Digital holographic photo of blue transparent drawers with data and folders inside, representing big data storage.

Artificial intelligence could eventually help to award scores to the tens of thousands of papers submitted to the Research Excellence Framework by UK universities.Credit: Yuichiro Chino/Getty

Researchers tasked with examining whether artificial intelligence (AI) technology could assist in the peer review of journal articles submitted to the United Kingdom’s Research Excellence Framework (REF) say the system is not yet accurate enough to aid human assessment, and recommend further testing in a large-scale pilot scheme.

The team’s findings, published on 12 December, show that the AI system generated identical scores to human peer reviewers up to 72% of the time. When averaged out over the multiple submissions made by some institutions across a broad range of the 34 subject-based ‘units of assessment’ that make up the REF, “the correlation between the human score and the AI score was very high”, says data scientist Mike Thelwall at the University of Wolverhampton, UK, who is a co-author of the report.

In its current form, however, the tool is most useful when assessing research output from institutions that submit a lot of articles to the REF, Thelwall says. It is less useful for smaller universities that submit only a handful of articles. “If there’s a submission with say, just ten journal articles, then one or two mistakes can make a big difference to their total score.”

Thelwall says that the tool needs to reach 95% accuracy to be viable. He and his colleagues therefore recommend that the algorithms be tested on a wider scale, so that they can obtain feedback from the university sector.

They also think they can improve the accuracy of the AI system by giving it wider access to full-text versions of journal articles in machine-readable format. At the moment, the tool uses bibliometric information and article metadata to come up with its ratings. Thelwall speculates that they might be able to test the AI in the next REF by showing the algorithm’s results to peer reviewers after they’ve submitted their feedback and asking whether the tool would have affected their findings.

Training problems

One key limitation of the tool is that it is trained on a sample of articles that won’t get bigger over time. This means that the system won’t be able to continuously improve on its performance, as is usually the case for AI. That’s because the scores given by referees to research outputs submitted to the REF are subsequently deleted so that they cannot be used to challenge decisions later on, and Thelwall and his colleagues were given only temporary access.

And that limited access is not just a problem for the AI tool. “From a research-on-research perspective, it’s a tragedy that we put in all this effort and then we just delete [the data],” says James Wilsdon, a research-policy scholar and director of the Research on Research Institute in London. “The fear has always been that a university will raise a legal challenge, as there’s a lot of money at stake,” he adds.
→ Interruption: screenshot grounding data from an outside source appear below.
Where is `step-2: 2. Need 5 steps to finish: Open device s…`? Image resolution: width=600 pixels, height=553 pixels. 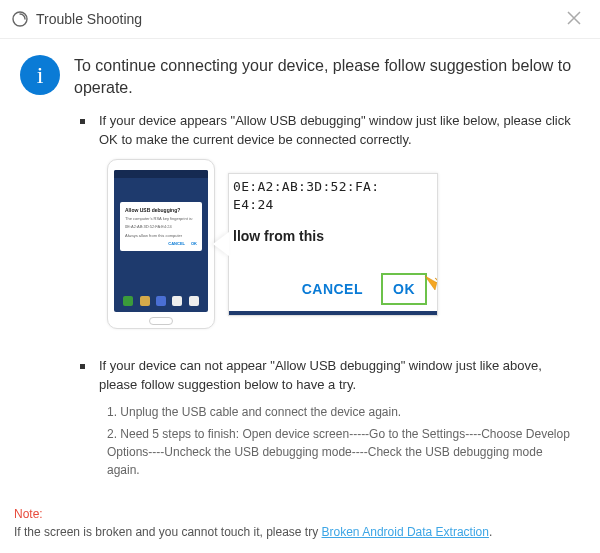 step-2: 2. Need 5 steps to finish: Open device s… is located at coordinates (342, 452).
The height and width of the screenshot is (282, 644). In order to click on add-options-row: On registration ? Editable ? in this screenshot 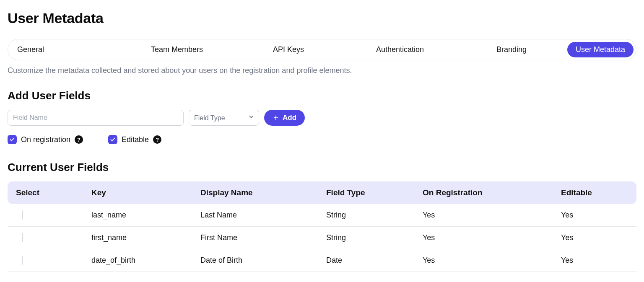, I will do `click(322, 140)`.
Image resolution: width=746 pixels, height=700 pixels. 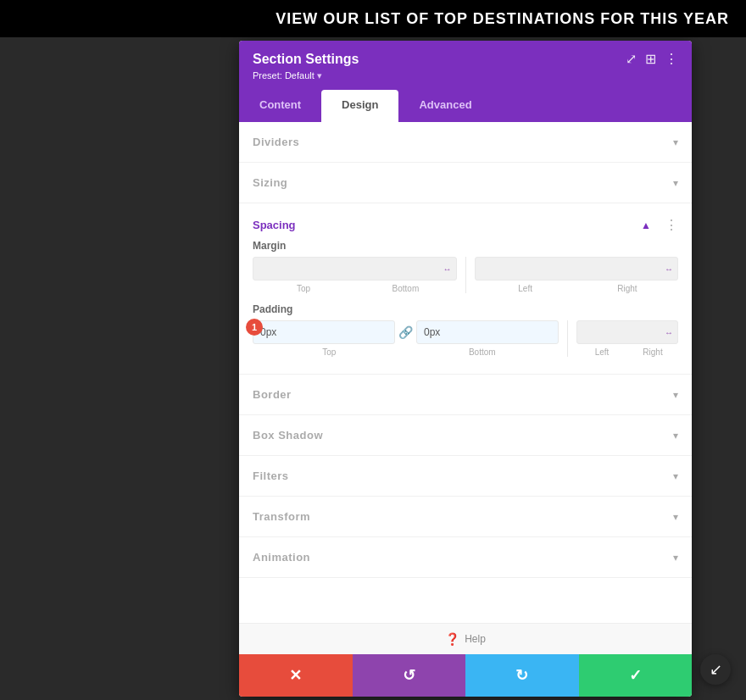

With the current shortcomings in mind, Thelwall and his team say that the AI system shouldn’t be used to assist peer review in the next REF process, due to take place in 2027 or 2028, but could be used in a subsequent audit.

Focus-group concerns

As part of their study, Thelwall and his colleagues ran some focus groups with peer reviewers who have taken part in the REF process. According to Thelwall, some of those who attended the focus groups raised concerns that one of the 1,000 inputs used by the AI was a calculation similar to the journal impact factor, a metric that is sometimes controversially used to judge researchers and their work. “It creates a perverse incentive if universities know that their outputs will potentially be scored using information that would include the journal impact,” Thelwall says. Such an incentive might lead to researchers being pressured to publish in journals with a high impact factor, for instance.

Other inputs into the AI system include the productivity of the team generating the articles, how big the team is, how diverse it is in terms of the number of institutions and countries represented, and key words in article abstracts and titles.

Some argue that the REF process needs to give more weight to the research environment, so that institutions that have a better research culture are rewarded with more funding. In another 12 December report , Wilsdon and his colleagues suggest that audits such as those in the REF need to shift the focus away from “excellence” and towards “qualities” that cover more bases of research quality, impact, processes, culture and behaviour.

The report, a follow-up to a 2015 analysis Wilsdon co-authored of the role of metrics in assessment of UK research, also argues that the REF should avoid using an all-metrics approach in place of peer review. Furthermore, it says that the UK House of Commons Science and Technology Committee should launch an inquiry into the effects of university league tables on research culture.

That’s necessary, the report says, because “many league table providers continue to promote and intensify harmful incentives in research culture from outside the academic community, while resisting moves towards responsible metrics”.